About that skating rink

About that skating rink
by digby



In announcing his big infrastructure agenda today Trump talked about his success building a skating rink in New York as the prime example of how he is uniquely qualified to rebuild America's crumbling roads and bridges.

I said, ‘You know, I’d like to be able to have my daughter Ivanka — who is with us — I would like to be able to have her go ice skating sometime before she doesn’t want to ice skate. And I got involved, and I did it in a few months and we did it for a tiny fraction, tiny fraction of the cost. It’s really no different with a roadway, it’s not different with a bridge or a tunnel or any of the things we’ll be fixing.It was a big deal at the time. It remains a big deal. Sometimes the states aren’t able to do it like we can do it. Or like other people can do it. Or like I used to do it.

It was a publicity stunt
. Of course.

And it was a fucking ice-skating rink.


If Trump has any particular genius, it is for jumping to the front of the parade and acting like it is where he has been all along. Agreeing to take on the rink was in this category. It is not as if Trump decided to take over the Second Ave Subway or other long-stalled (and far more complicated) city development projects. “I mean c’mon, it’s a skating rink,” said Vitullo-Martin. “Any halfway decent construction person would have been able to build the damn thing.” There were no real environmental reviews, limited public safety concerns, and delays usually associated with refurbishing a landmarked property were removed as a condition of Trump taking over the project. Plus, the city was limited by a review process and by hiring the lowest-bidding contractor. As a private entity, Trump was able to ignore all that, paying contractors at below cost by promising more work later on in one of his many projects.

Rudolph Rinaldi, the director of construction in the Parks Department at the time, recalled Trump taking his team to Canada to see how a similar project was refurbished, and showing up to tour the site in Central Park with one team of architects and engineers, only to show up the next time with a completely different set of architects and engineers. “We did projects that were much more complicated without Trump,” Rinaldi said. “But we couldn’t fire all of our architects and a hire a whole new team just because we felt like it.”

At the time, City Hall was mystified that Trump was even interested. “You generally don’t see developers try to fix someone else’s capital project,” recalled Vitullo-Martin. “I mean, who does that? Have you ever seen a developer come in and say to a city, ‘Oh, I can fix your crumbling bridge?’ You need a narcissist who will come forward and say, ‘You don’t know what you are doing. I know what I am doing, I will fix it and you will put my name on it.”’

“Any real estate developer in the city could have done that project, but why do you think they didn’t?” asked Adrian Benepe, then a spokesman for the Parks Department and later its commissioner. “It’s because most major real estate families in New York want to work behind the scenes and do the deals, and so many of them do many more deals and build many more buildings than Donald Trump ever does.

“There are so many myths about this thing,” Benepe continued. “One was that he did it for free. No, he did it for whatever the budget was. Another myth: he did something the city never could have done. Well, no, the project was largely complete by the time he took over.”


## Work request
Look through the listing below for the line with "Where exactly is" and the line with "Find the exact region of *tortoise*.". Copy both, along with every line between them, exactly and with no pictures.

## Supplied records
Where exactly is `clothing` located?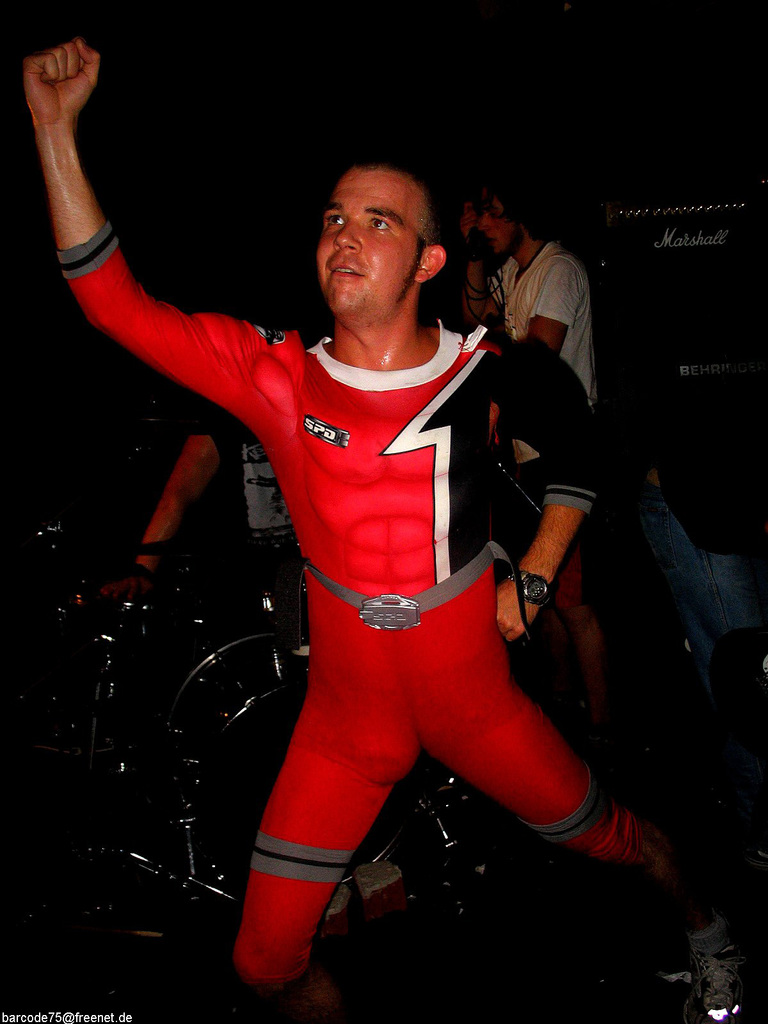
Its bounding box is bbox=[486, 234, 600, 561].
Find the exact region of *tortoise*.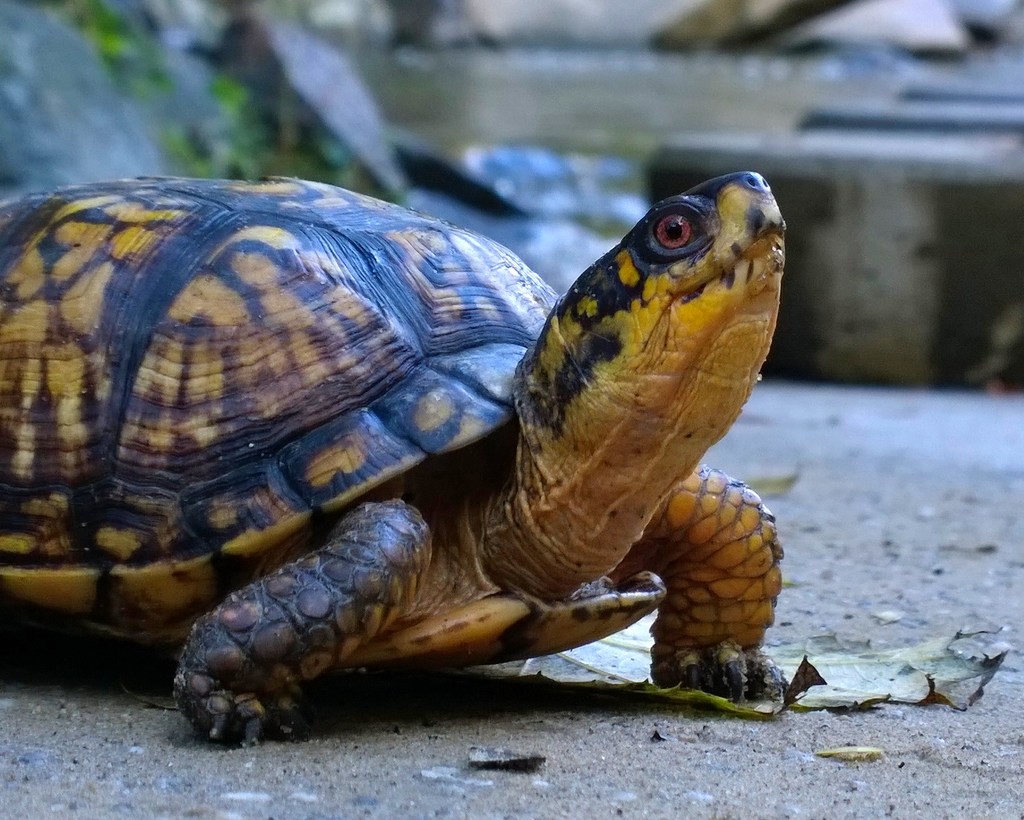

* * *

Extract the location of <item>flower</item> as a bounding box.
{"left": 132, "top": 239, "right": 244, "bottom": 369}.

## Answer
Where exactly is `clothing` located?
Its bounding box is bbox=[486, 234, 600, 561].
Find the exact region of *tortoise*.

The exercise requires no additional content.